Caronia Removes the Liability for Sales Reps
Diesenhaus states that Caronia does change the legal landscape for sales representatives. A drug rep whose only conduct is speech—and whose speech is not directly false—will not be prosecuted even if the speech is off-label.
In Diesenhaus’ view, this leaves two other actors exposed: the corporation and the executives, “who face risks that the rep doesn’t face” after Caronia. Diesenhaus stated: “As the world looks for individuals to be held responsible for large fraud schemes, the push is going to get bigger for senior executives to be prosecuted under strict liability.” This is potentially very worrisome because sales reps are unsupervised “99% of the time.”
Reps will not be prosecuted for their speech, yet control much of the company’s destiny regarding industry-physician relationships.
FDA Position on Off-Label Evidence is Overly Limiting and Unclear
Geoffrey Levitt of Pfizer agrees with Klasmeier that the FDA limits important First Amendment speech. The FDA prohibits companies from speaking to any uses of their drugs that do not fall within loosely defined safe harbors. They require compliance with the “substantial evidence doctrine,” which requires two adequate and well-controlled clinical studies. This rigid view denies other types of evidence a company may have to support an off-label use, such as “observational studies, post-hoc studies, meta-analysis, or comparative effectiveness data.”

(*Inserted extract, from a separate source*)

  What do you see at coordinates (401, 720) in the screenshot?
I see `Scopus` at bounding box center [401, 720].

“The logic of Caronia…is that truthful and non-misleading speech should not be prohibited,” Levitt stated. However, “the FDA headed in the opposite direction and seems to be doubling down on rejection of these other types of data.” The FDA opinion, then, is that “we do not trust observational studies, post-hoc, and comparative analyses.”
Off-label cases dealing with fraud necessarily revolve around a concrete definition of a “false statement.” Coleen Klasmeier believes that in the scientific sphere, regulation should offer more breathing. “Right now the FDA picks a moment in time where the government wins because someone states the minority rule…Scientific conversation should is not amenable to one conversation.”

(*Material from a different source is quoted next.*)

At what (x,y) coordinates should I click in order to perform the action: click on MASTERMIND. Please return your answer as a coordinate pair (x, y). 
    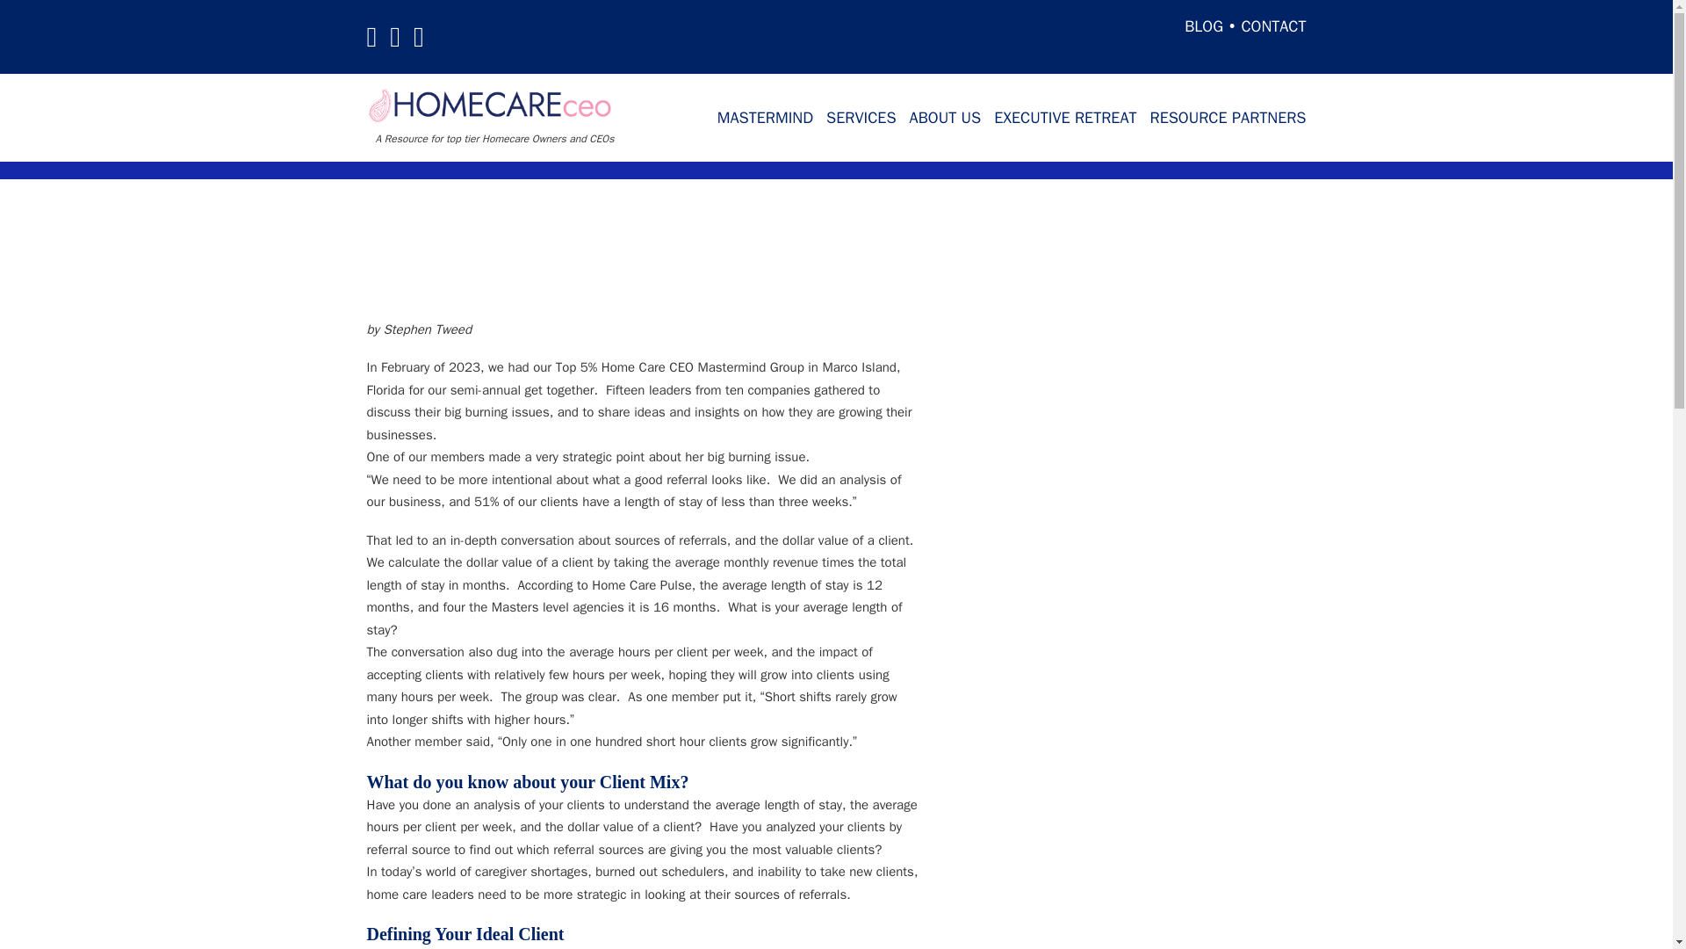
    Looking at the image, I should click on (765, 118).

Levitt thinks a less rigid standard is appropriate given the First Amendment and, more importantly, public health concerns. He wants messages about medicines to be communicated truthfully with appropriate substantiation and disclaimers.

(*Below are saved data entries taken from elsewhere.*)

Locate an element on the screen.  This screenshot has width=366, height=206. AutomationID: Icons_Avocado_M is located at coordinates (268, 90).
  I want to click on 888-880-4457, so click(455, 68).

When Will FDA Expand its View on Promotion?
Klasmeier believes the most promising case for First Amendment off-label promotion rights revolves around the “asymmetry problem” within comparative effective research (CER). The future of healthcare treatment involves collaborations and sharing of information. However, right now “out of all the participants in the healthcare arena, manufacturers are uniquely disabled from commenting on CER issues because the regulations prohibit them from doing so.”
The presenters pondered “potentially the most appealing manifestation” where it would be hard for FDA to prosecute off-label speech. The case would be where a major drug store chain or pharmacy benefit organization comes out with analyses that purport to show that a manufacturer’s drug is less safe than a competitor, and the manufacturer has observational data, meta-data, and other data to refute that, but the manufacturer’s data does not rise to the substantial evidence standard. Thus, the manufacturer would be unable to us it. The panel note that this may be grounds for overturning the substantial evidence
Right now there exists a paradox where anyone can talk about the efficacy of a drug’s off-label use, except for the manufacturer—the actor with the most information about that drug. With the insights of the Caronia discussion in mind, it will be interesting to see both the FDA’s and the courts’ willingness to reconsider the off-label arena.